Do Black Muslims hold to the classic tenets of Islam?

They break from the Koran immediately -- if we're talking functionally about their crude and open anti-Semitism. That is in complete conflict with the special relationship that Islam established, while the Prophet was alive, with Judaism and Christianity. There has been no long historical conflict between Jew and Muslim, though there has been a conflict since the crusades between Christian and Muslim.

There are exceptions, but overall Islam proved most hospitable, and certainly a great deal more so than Christianity, to the Jews. When the Jewish population was expelled in 1492 from Spain, Islam took in those Jews who couldn't find havens in Christian countries. This isn't to say there haven't been tensions from time to time, but overall there is no comparison between the way Islam has behaved to Jews and the way Christianity has behaved to Jews.

On what basis does the Black Muslim movement usually attack Jews?

What I find most outrageous is that the leadership of the Black Muslim movement has judged it necessary and defensible to attack Jews on the basis -- for which there is no historical foundation whatsoever -- that they masterminded the slave trade, by which I think they mean specifically the Atlantic trade. And that is -- not to put to fine a point on it or to be excessively elegant -- unmistakable crap. Anyone who knows anything about the Atlantic trade knows that this is nonsense.

So why do you think they keep on about this?

I think that they are resentful -- and I understand the resentment but not the form it has taken -- that a great deal of fuss, an enormous amount of moral attention, is now paid to the Holocaust. And in my view, rightly so. The slave trade was the only comparable historical experience to the Holocaust -- comparable but not identical. No one seems to pay remotely the same attention to or have the same sense of guilt about the slave trade as about the combination of racism in the Holocaust.

Now, that is a point that ought to be made. But you do not aggrandize one by belittling the other. On the contrary, you end up denying the importance of one by denying the importance of the other. Certainly you add nothing to your case by basing it on assertions that are so easy to confront and contradict.

Do you think the Nation of Islam came out of pure despair with America or from a loss of faith in Christianity?

They were explicably attracted by a sense or knowledge that there was no such history of specifically anti-black racism in Islam, as so conspicuously had existed for blacks in the West and, in particular, in the United States. Those who wished to believe in God or practiced some form of religion and were, as Louis Farrakhan was, disenchanted with Christianity were easily captivated by a religious alternative not all that far apart but distinctly different from Christianity.

Do you think the Nation of Islam has helped American blacks?
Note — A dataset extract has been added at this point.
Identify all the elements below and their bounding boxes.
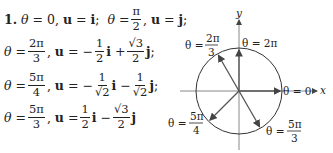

I have traveled widely in the United States and have visited communities in Michigan and Illinois. Secular black academics testify that in Black Muslim schools the emphasis placed on the history and dignity of blacks in Africa has had a marked effect on the reading ability of black children, who no longer feel disparaged and demoralized.

There is a great deal of truth in a man like Farrakhan's indictment of some of the black middle class who flee the ghettos, for understandable reasons, but in the process think that they can turn their backs on those who are unable to buy new homes in these middle-class suburbs. There is a smugness there, and then there is the phenomenon of the black conservative, such as Clarence Thomas.

It is outrageous that American democracy doesn't function for the objectives that it is almost perpetually enunciating. If you start looking at statistics on the disproportionate numbers of blacks executed, of young blacks in prison -- all these undeniable abuses of the system make people very angry. The problem occurs when this anger becomes irrational. Because it is such an obvious series of abuses, the anger doesn't need to be irrational. In fact, the only way it can be effectual is to be rational.


By Suzy Hansen

Suzy Hansen, a former editor at Salon, is an editor at the New York Observer.